If only it were that simple. Hey, let’s present Hamas with official Israeli workers to kidnap and kill.
Who the fuck said anything about neglecting security and being naive?
Hamas and all of the other extremist militant groups have the crucial ball though. They’re the ones who are in the only position to end this.
No. That’s an excuse to avoid being creative and if you’d reflect about it you’d see it. It’s social conditioning saying “we’re the victims, always”.
What’s your plan for the future? Continue the Otzma Yehudit way of “antagonising until they give up”? That’s what got you into this position in the first place. It’s the reason the IDF wasn’t near Gaza and Hamas saw an opening because the IDF was busy in the west bank backing settlers harassing Palestinians. Realise that there’s portions of the Israeli society who want this to continue, whether they admit it or not, because it is convenient for them, because a scared populace can be way more easily convinced to vote for them. Don’t be complicit in that.
But you all would rather blame Israel than the militants
Israel is militarily, technologically, and economically far superior. That means you have options that Palestinians who want to de-escalate don’t have, thus the ball is in your court. Or, well, practically all of the balls that can be played towards de-escalation are in your court. That’s not a special yardstick we carved just for you, it’s not about “who started it” or “who did worst” but “who is in a better position to end this”.
Also y’all speak English and are on the internet. I could rant to you about Fatah corruption but what good would that do.
How do we remove dictators like Hamas from power?
Hamas has more than one wing, all dependent on each other, and one of them you can right-out supplant.

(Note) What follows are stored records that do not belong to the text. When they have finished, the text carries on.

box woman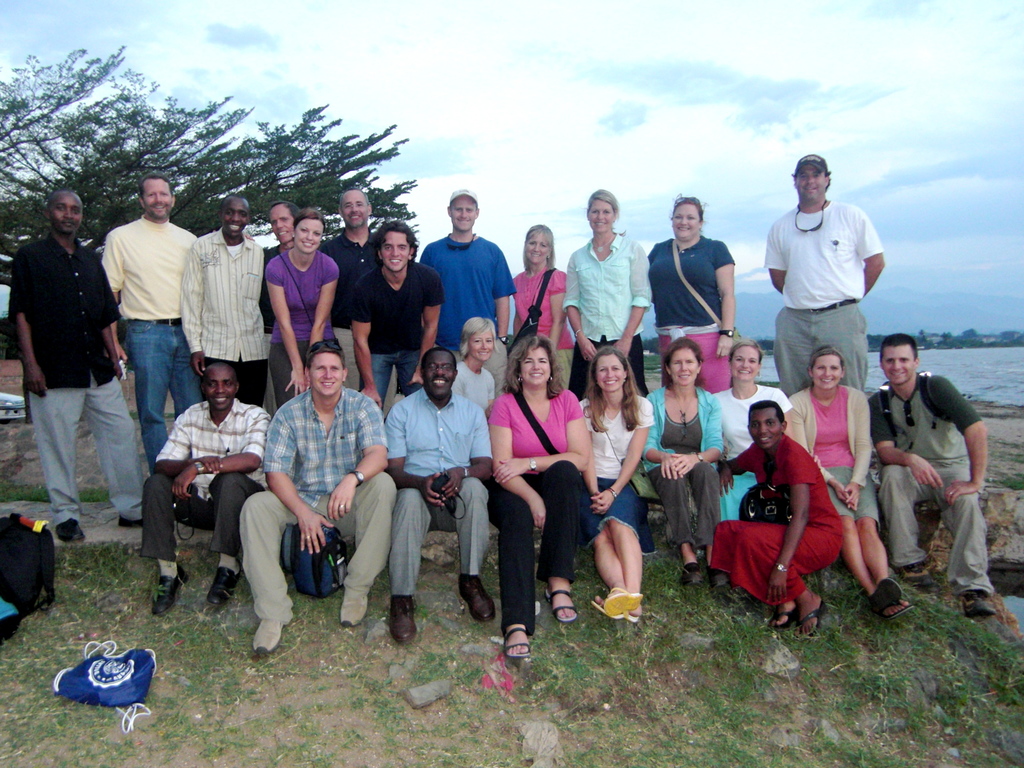
[649,195,739,404]
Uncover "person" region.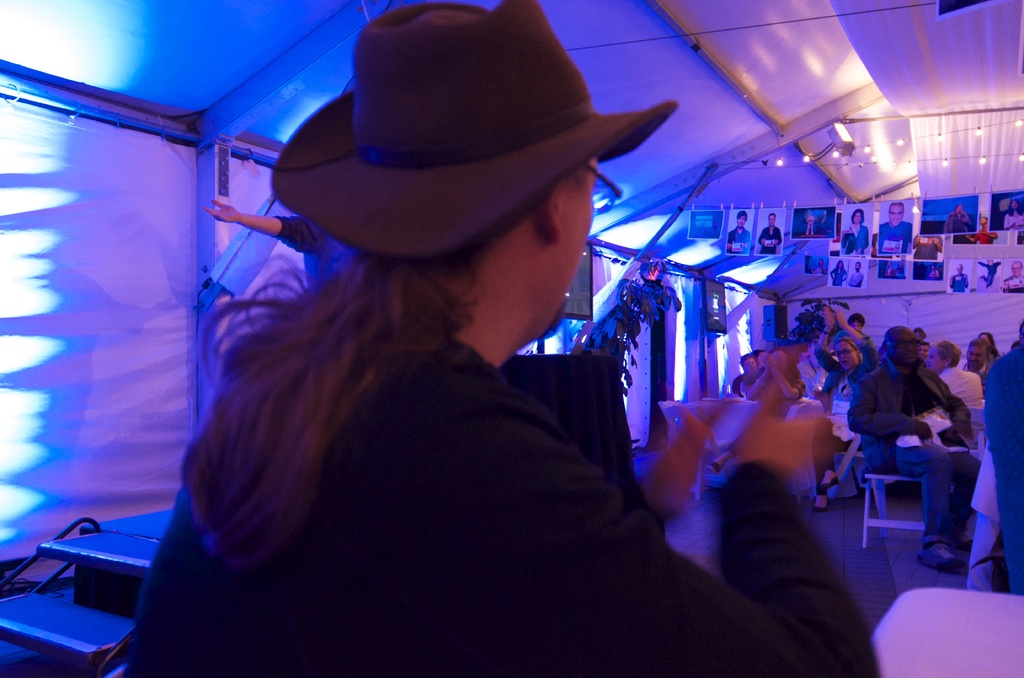
Uncovered: <region>1005, 260, 1023, 284</region>.
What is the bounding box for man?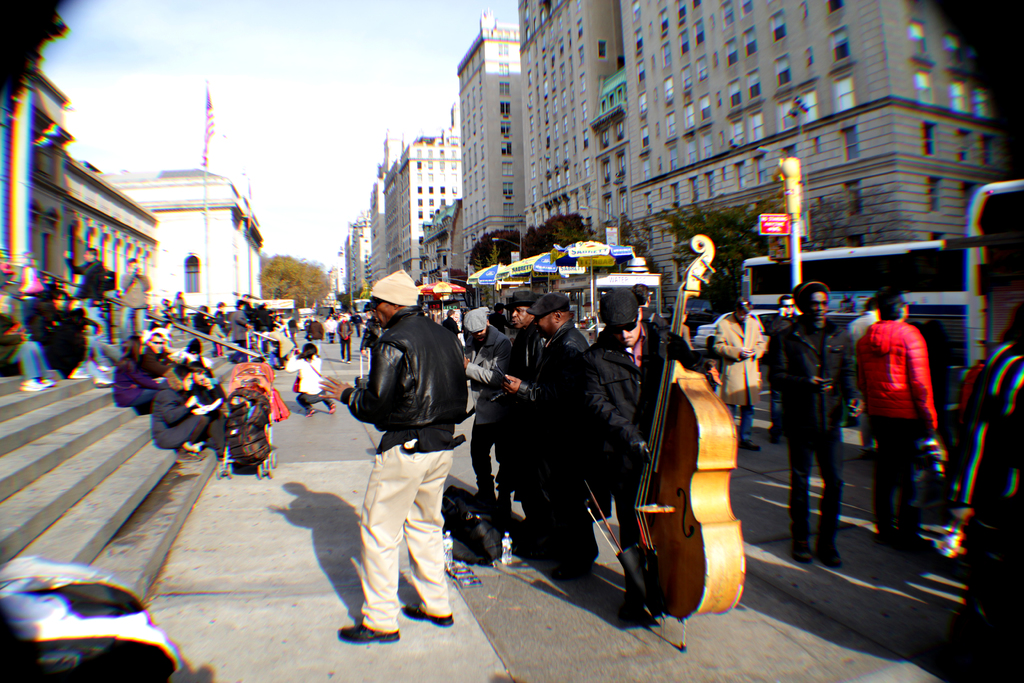
333:268:478:652.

Heck it even meshes with security concerns: Instead of saying “Gaza can’t have concrete because Hamas” say “We’re going to donate concrete but because of Hamas we’re going to do the pouring, tell us where you want those houses”
More generally speaking: You will need to be able to take a punch while showing that you can be an asset to your region of the world meaning internally, you’ll have to make sure that forces who right-out enjoy having an external enemy to fuel their eternal war have absolutely no influence. Doesn’t even need much, all the civil society needs to do is to be receptive enough to understand that Kahanites and Nazis are the same shit with a different coat of paint so that the Israeli Antifa will come back out of exile – Berlin, I know, of all places. It’s an excuse for a city they could’ve at least chosen Hamburg but I digress.
It won’t be easy and it won’t be quick, trust isn’t built in a fortnight. There’s no quick solutions, there’s only approaches which breed resentment and those who don’t, and one kind is perpetuating hatred, the other isn’t. I know this kind of stuff can sound like platitudes but it really isn’t. Being disciplined in that regard is the only way.
More concretely, right now, don’t fucking blow the Saudi Arabia deal. If you need to stop the offensive to do that, do it.
Every restriction is an attempt to reduce violence and terrorism.
Every restriction also breeds resentment and thus increases violence and terrorism.
There’s one question I want to ask here, and it’s not an easy one, and Israel will take a long time to come to a national consensus on it: Was it just money that Israel funnelled to Hamas to weaken the PLO, or also fighters?
Once you understand how you created that monster you’ll also understand how to starve it. Minds can be changed, the mechanics of conflict and conflict resolution can’t.